Saturday, April 12, 2014

If love could have saved you, you would have lived forever

It is a beautiful spring morning, a few hours before the sun will rise. It is cool, damp, the birds are beginning to sing sleepy songs, and you can, finally after an endless winter, smell the hopeful scent of flowers.

Every bit of me longs for sleep, for rest. But I have been driven out of bed by spawn-induced insomnia and thoughts of Harper.

I woke up drenched in sweat, our bedroom uncomfortably warm as the house adjusts to the new paradigm of spring and warmer weather. As the yoga teachers say, my mind was like a mad monkey, and rather than settling back down to sleep, I began to run through my mental to-do list.

And I thought about Harper's bushes.

We planted them on Mother's Day last year. They served as the backdrop of her memorial service, chosen in haste from a garden center because the blaze of pink azaleas reminded me of everything I wished my little girl could have had, every stereotypical girly urge that I didn't realize I had until I lost her.


They didn't survive the winter, unfortunately. And the failure of that stings me, makes me feel I have let Harper down once again.

But now, at 4 AM, I have become obsessed with replanting them. It doesn't matter to me that they're not the exact same bushes. I want that visible reminder, something I can point to for Shea and spawn to come to say "these help us remember our Harper bean."

And then I began thinking about benches. How nice it would be to have a little stone bench between them, So, it is now nearly 5 AM, and I have spent the past hour obsessively Googling stone memorial benches, because these are the sorts of irrational behaviors one engages in when awash in a sea of mourning and pregnancy hormones.

I haven't found the perfect bench. But I may have found the perfect sentiment to put on it, "If love could have saved you, you would have lived forever."

If only.

Shea cheerfully told our new neighbors today about Harper dying. We were on a family walk (or, in my case, waddle), and introduced ourselves to a recently moved in family, out doing yard work. Spring is like that; we suddenly encounter people we've not seen through the long, hibernating winter months.

After introducing Denver dog, Shea began the kind of monologue unique to small children, "We also had London girl, but she died. And baby Harper died, too. We had baby Harper, but she died."

He is rightfully proud that he remembers these things. That he gets his facts straight.

Sometimes I inadvertently confuse things for him. I've been struggling with constant headaches for the past couple of weeks, just one of the joys of late pregnancy. It finally got bad enough that I checked in with my doctor's office.

"Is this your first pregnancy?," asked the kind voice of the nurse.

"No," I told her, "It's my third."

"So, you have two kids?"

"No, I have one kid. We lost a child."

At this point, Shea, who had been eavesdropping near by, piped in, "No, you didn't, mommy. You didn't lost a child."

I  hushed him to finish the conversation, but when I hung up, he persisted. "But you said you lost a child and you didn't lose a child."

I explained to him how "lost" is another way to say someone has died, and in this case, I meant Harper bean. He didn't ask any more questions, but I wonder if that's what put the thought in his mind as he introduced himself to the new neighbors. Or maybe his brain is now wired to think Denver-London-death-baby Harper.

Soon, I will be up at this time nursing spawn. I suspect it'll be a lot harder to type and nurse at the same time, nor am I sure I would want to. It's different than the wee hours I spent pumping for Harper, hooked up to that awful machine, strategically placed pillow and laptop on my lap, trying to expunge my sorrow into a computer keyboard.

I don't know if this blog will survive the birth of spawn. If I will need the therapy of it anymore. Maybe that's OK.

The birds are chirping more loudly now.
Like the bushes, it will help me remember, make sure I don't forget.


[Assigned task]
Skip the pictures and retype exactly the lines from the one holding "Image resolution: width=1524" through the end of the entries.

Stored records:
####
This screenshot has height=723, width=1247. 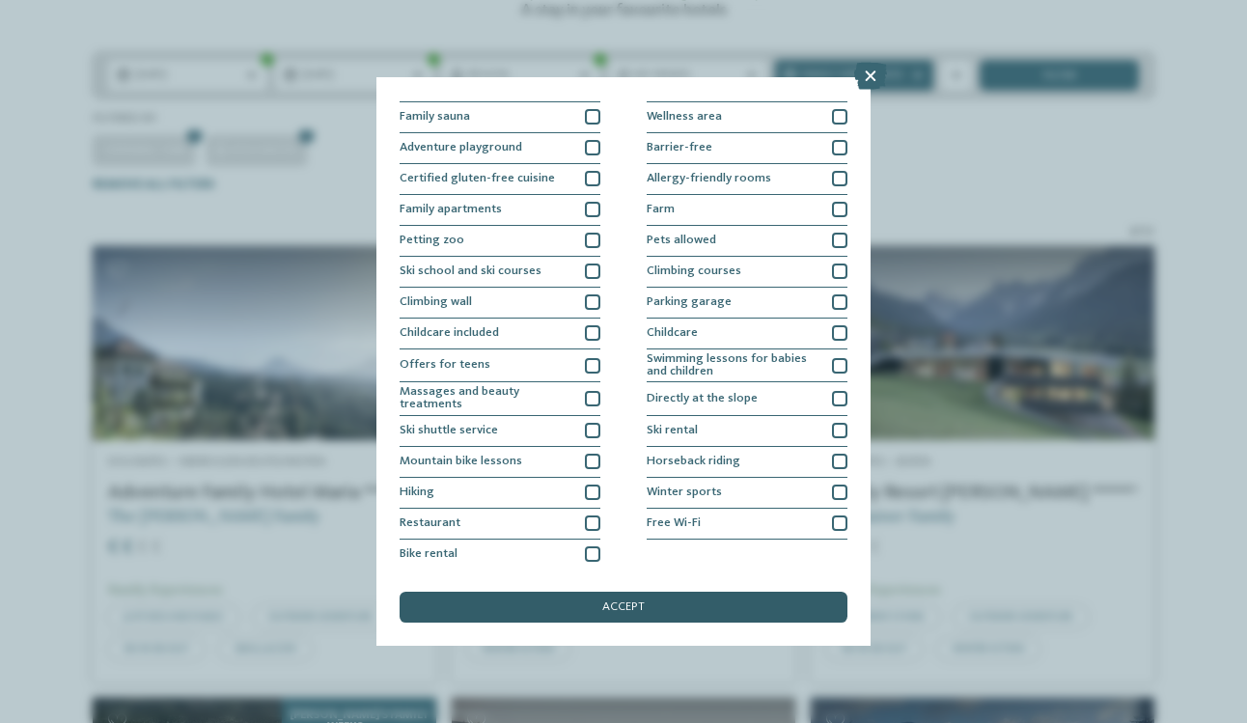 I want to click on span: Adventure playground, so click(x=460, y=148).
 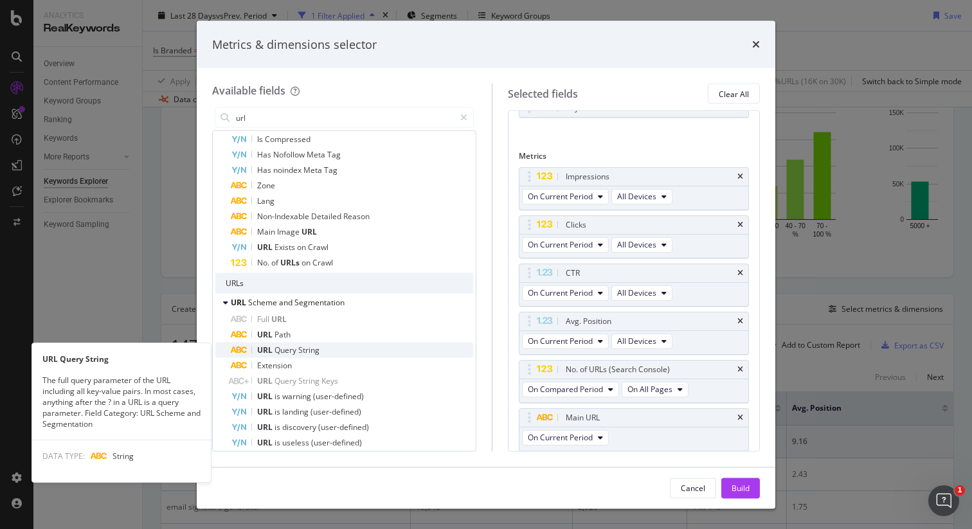 What do you see at coordinates (733, 93) in the screenshot?
I see `div: Clear All` at bounding box center [733, 93].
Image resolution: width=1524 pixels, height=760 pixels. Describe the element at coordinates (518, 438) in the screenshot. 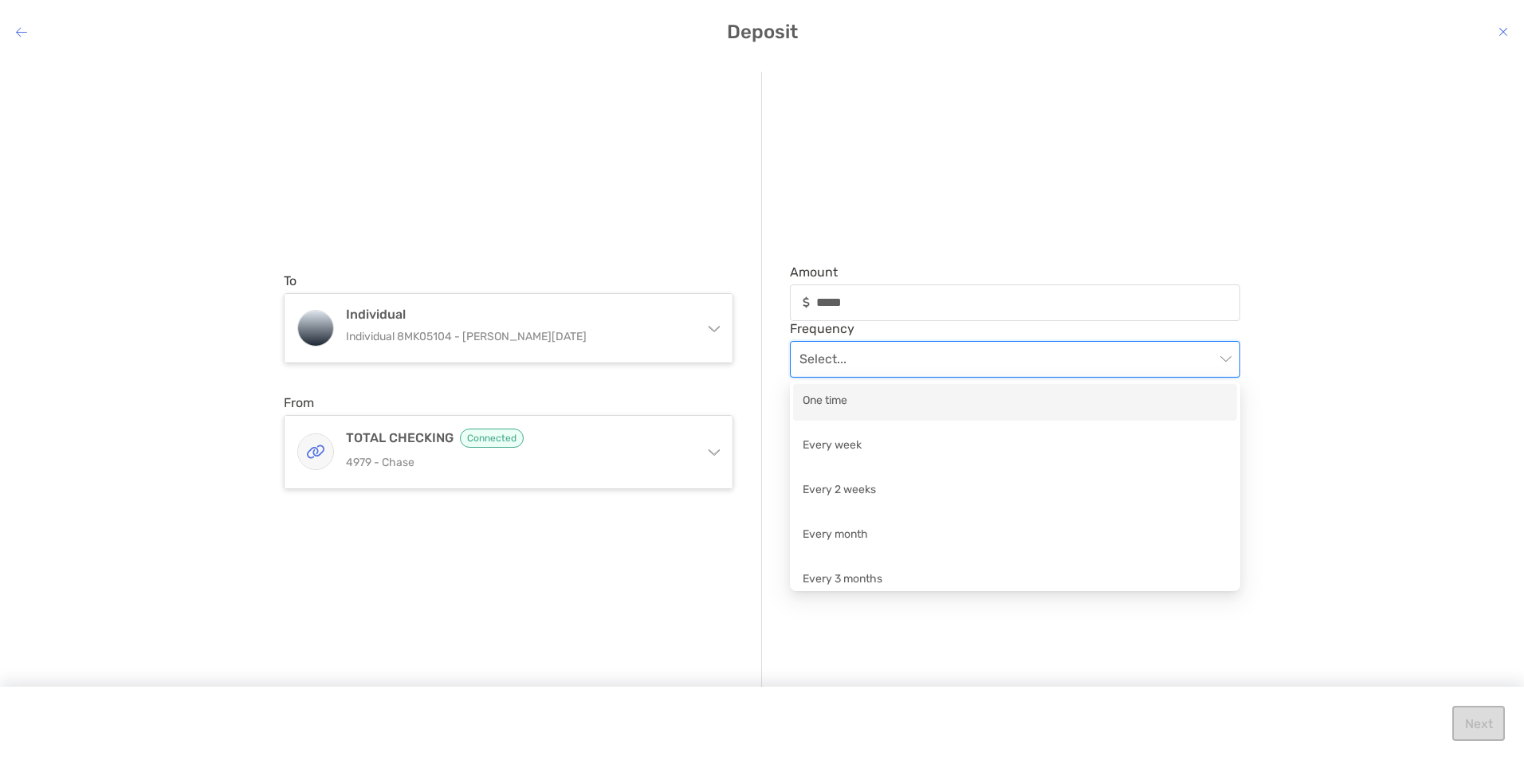

I see `h4: TOTAL CHECKING` at that location.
####
[Answer]
Image resolution: width=1524 pixels, height=760 pixels. Describe the element at coordinates (518, 438) in the screenshot. 

I see `h4: TOTAL CHECKING` at that location.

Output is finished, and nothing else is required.